Horace passed on around the house and there came into view the entire court with its two occupants in fluid violent action. Beneath an arcade of white pilasters and vine-hung beams Belle was ensconced like a colorful butterfly, surrounded by the fragile, harmonious impedimenta of the theatric moment Two sat with her; above the group a crepe-myrtle flowered already. The other woman (the third member of the group was a young girl in white and with a grave molasses bang and a tennis racket across her knees) spoke to him, and Belle greeted him with a sort of languid possessive desolation. Her hand was warm, prehensile, like mercury in his palm exploring softlywith delicate bones and petulant scented flesh. Belle’s eyes were like hothouse grapes and her mouth was redly mobile, rich with discontent; but waked now from its rouged repose, this was temporarily lost. She had lost Meloney, she told him.
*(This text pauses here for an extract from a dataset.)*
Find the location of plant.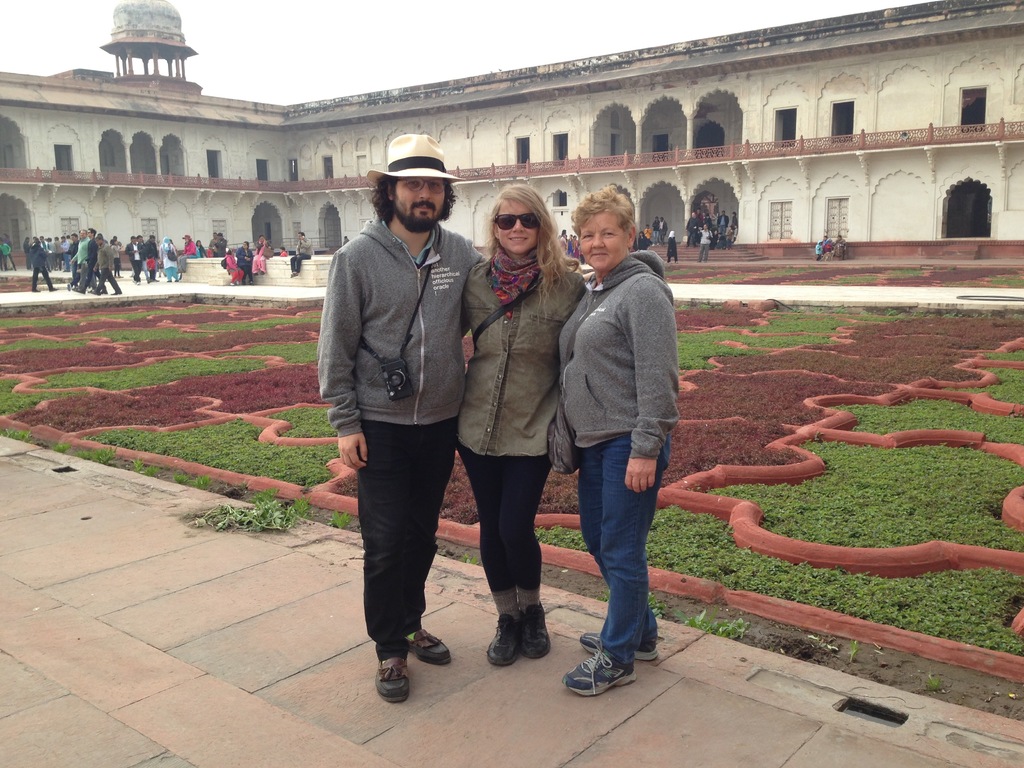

“Meloney saw through your gentility,” Horace said. “You grew careless, probably. Your elegance is much inferior to Meloney’s. You surely didn’t expect to always deceive anyone who can lend as much rigid discomfort to the function of eating and drinking as Meloney could, did you? Or has she got married some more?”
“She’s gone in business,” Belle answered fretfully. “A beauty shop. And why, I can’t for the life of me see. Those things never do last, here. Can you imagine Jefferson women supporting a beauty shop, with the exception of us three? Mrs. Marders and I might; I’m sure we need it, but what use has Frankie for one?”
“What seems curious to me,” the other woman said, “is where the money came from. People thought that perhaps you had given it to her, Belle.”